ChatGPT 5 introduces a host of improvements, from “PhD-level expertise” and significantly reduced hallucination rates to a new “smart router” that automatically selects the best model for a given task. It has also unified OpenAI’s various tools and integrated with external services like Google Calendar, making it a more powerful and practical assistant. The improvements are real and will undoubtedly enhance productivity for millions of users. However, the feeling of a qualitative plateau is hard to ignore. The gains from simply scaling up model size and data appear to be reaching a point of diminishing returns. The low-hanging fruit of a few years ago has been picked.
This perceived slowdown in large language models (LLMs) has been a subject of discussion among AI researchers for months. Experts like Meta’s Yann LeCun have long argued that current models, built on the “transformer” architecture, have inherent limitations and won’t lead to true human-level intelligence. The immense compute power and vast datasets required to train them are also becoming a major bottleneck.
But to mistake this for a reprieve would be a critical error.
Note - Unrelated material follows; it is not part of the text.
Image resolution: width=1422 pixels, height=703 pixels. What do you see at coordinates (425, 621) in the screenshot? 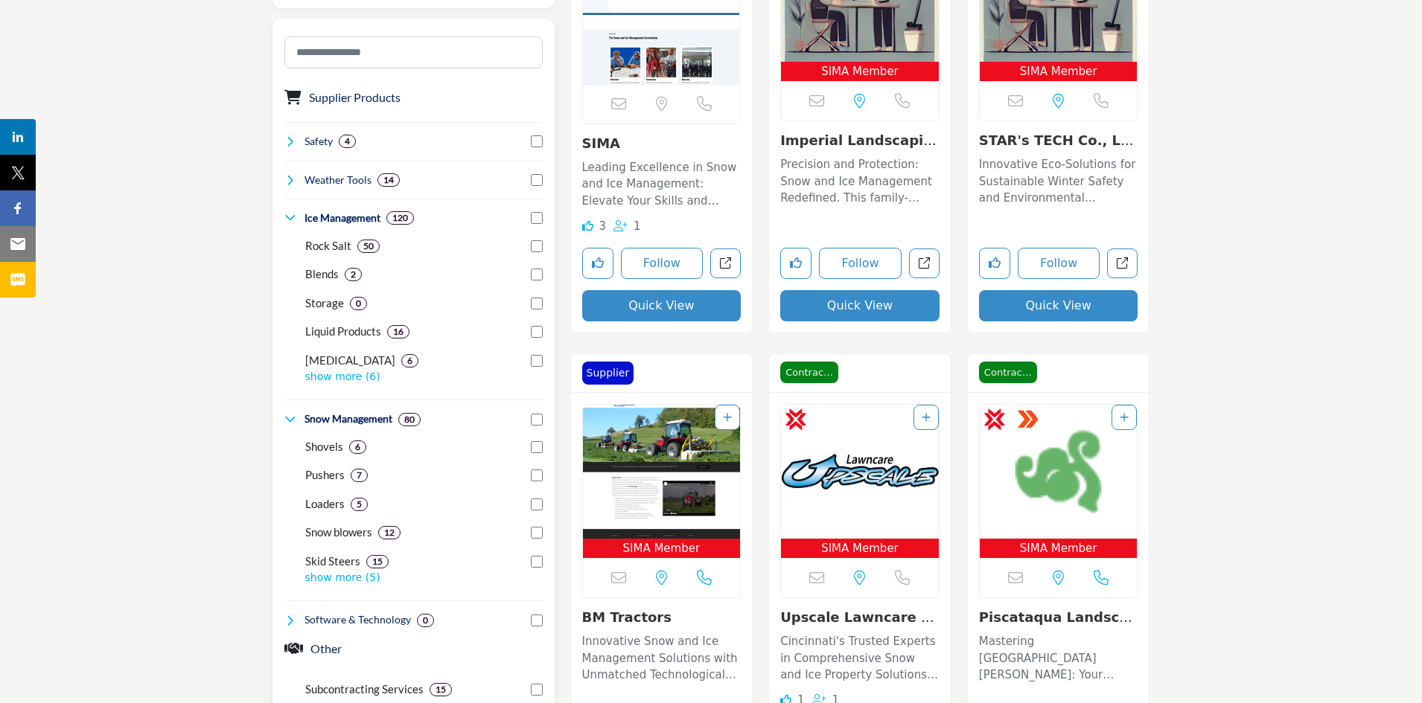
I see `div: 0 Results For Software & Technology` at bounding box center [425, 621].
The AI surge isn’t slowing; it’s diversifying and becoming more invisible. While the progress of a single chatbot might seem to have hit a wall, other areas are accelerating rapidly. Companies are now focusing on “agentic AI”—systems that can act autonomously to complete complex tasks—and multimodal models that can process not just text, but also images, audio, and video. The race to integrate AI into robotics, science, and specialized industries like medicine is in full swing. We may not see a new “GPT-6” tomorrow that blows our minds in the same way, but the foundational technology is already good enough to be transformative.
In short, the intelligence of AI may not be getting “smarter” in the way we’ve come to expect, but its practical application and integration into the physical world are just getting started. The pause is not a stop; it’s a recalibration, and it gives us no reason to believe that the monumental changes AI promises—and threatens—are anything but inevitable.